(3 years, 4 months ago)
Lords ChamberTo ask Her Majesty’s Government what assessment they have made of the possibility that the COVID-19 virus escaped from a laboratory at the Wuhan Institute of Virology.
My Lords, with the increasing threat of zoonotic diseases crossing the animal-human divide, learning how Covid was transmitted to humans and is spread is absolutely crucial to preventing future pandemics. The much-delayed WHO-convened Covid origin study reported on phase 1 of its investigation in March. The report made recommendations for further studies. The Government’s belief is that it is vital that phase 2 of the investigation does not face the same delays and that it is given full access to the data necessary for the next part of its work.
I thank my noble friend for that Answer. Viruses like this have not been found near Wuhan in bats or any other animals. The closest relative to this virus was brought to Wuhan by scientists from 1,000 miles away to a laboratory that had been manipulating SARS-like viruses for 15 years. There it was sequenced in 2017 and 2018 in a biosecurity level 2 laboratory. Most of that information was found out by independent investigators, not volunteered by the Chinese authorities. Will my noble friend unequivocally condemn that lack of transparency and join other nations in calling for a full and independent investigation? Will he clarify who is in charge in the British Government of answering that question?
(3 years, 8 months ago)
Lords ChamberMy Lords, I am grateful to the noble Baroness for her tribute to the Hygiene and Behaviour Change Coalition. I cannot offer guarantees from the Dispatch Box on its future funding, but I will inquire about the matter. As the noble Baroness suggests, it sounds like a fascinating and important project.

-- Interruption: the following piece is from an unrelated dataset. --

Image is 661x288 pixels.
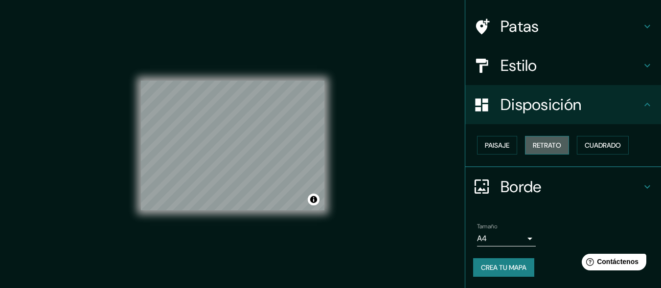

My Lords, after last month’s embarrassing Potemkin investigation of Wuhan, will my noble friend the Minister ask the WHO to insist that the Chinese Government release the genome sequences of eight bat viruses of the so-called 7896 clade held in the Wuhan Institute of Virology database that are known to be very closely related to SARS-CoV-2 and may hold critical clues, but which they refuse to release?
My Lords, we are extremely hopeful for the IPPPR process, and we have supported the team in its desire to get to the bottom of its investigations. I do not know the specifics of the bat viruses to which my noble friend refers, but I reassure him that the British Government are leaning on the WHO as hard as we possibly can to make the most of this important investigation.
(4 years ago)
Lords ChamberThe noble Baroness is right to pinpoint the sharing of data as being very important, and we have been as open and transparent as we can be. We publish an enormous amount of data. Just before this debate, I tweeted three of the main portals to the data, which there is not only an unprecedented quantity of but which is more up to date than could reasonably have been expected a few months ago, when such data was not available. Some of these decisions are made extremely quickly because the data changes so quickly. Sometimes, one believes that we are on track for one thing, and then the virus changes course and we have to change our policies accordingly. That is simply a fact of the challenge of fighting this virus: speed is of the essence, and sometimes it has been extremely difficult to do the kinds of consultation that the noble Baroness quite reasonably describes.
My Lords, my noble friend the Minister just said that the data changes quickly. Does he accept that all three datasets published towards the end of last week on reliable information on the number of positive cases, which is to say those of the Office for National Statistics, the government dashboard and King's College London’s COVID symptom study, all point to the second wave having already peaked and being on the way down, unlike the faulty models used to justify lockdown last weekend? Does he accept that this gives the Government every reason to pause the decision to impose a national lockdown and reconsider it?
The noble Baroness raises an issue that is uppermost in our minds: the care of and provision for the aged, who are clearly the most vulnerable to this virus and whose support will be most hard-hit by the virus itself. It is clearly a dilemma that the Government are struggling with. We are seeking to delay the spread of the virus as much as possible so that the peak does not knock out in one go all those who provide support, so that mitigation provisions can be put in place. I reassure the noble Baroness that when we talk about volunteers, we are not talking just about family members: we are talking about full community commitment.
Can my noble friend advise us on the accuracy of the screening tests? Do we know whether there is a degree of false negatives, where people test clear but in fact have the virus? Are there any false positives, where tests show that people have the virus when they do not? For example, they might have a different kind of coronavirus—one of the common cold ones.
This question arose in the debate last week and I followed it up with the Chief Medical Officer. As far as I understand it, there is no issue with the testing. It is possible that some people seemingly recover—their symptoms fade from view—but they are still infected with the virus. We are working hard to understand how this works.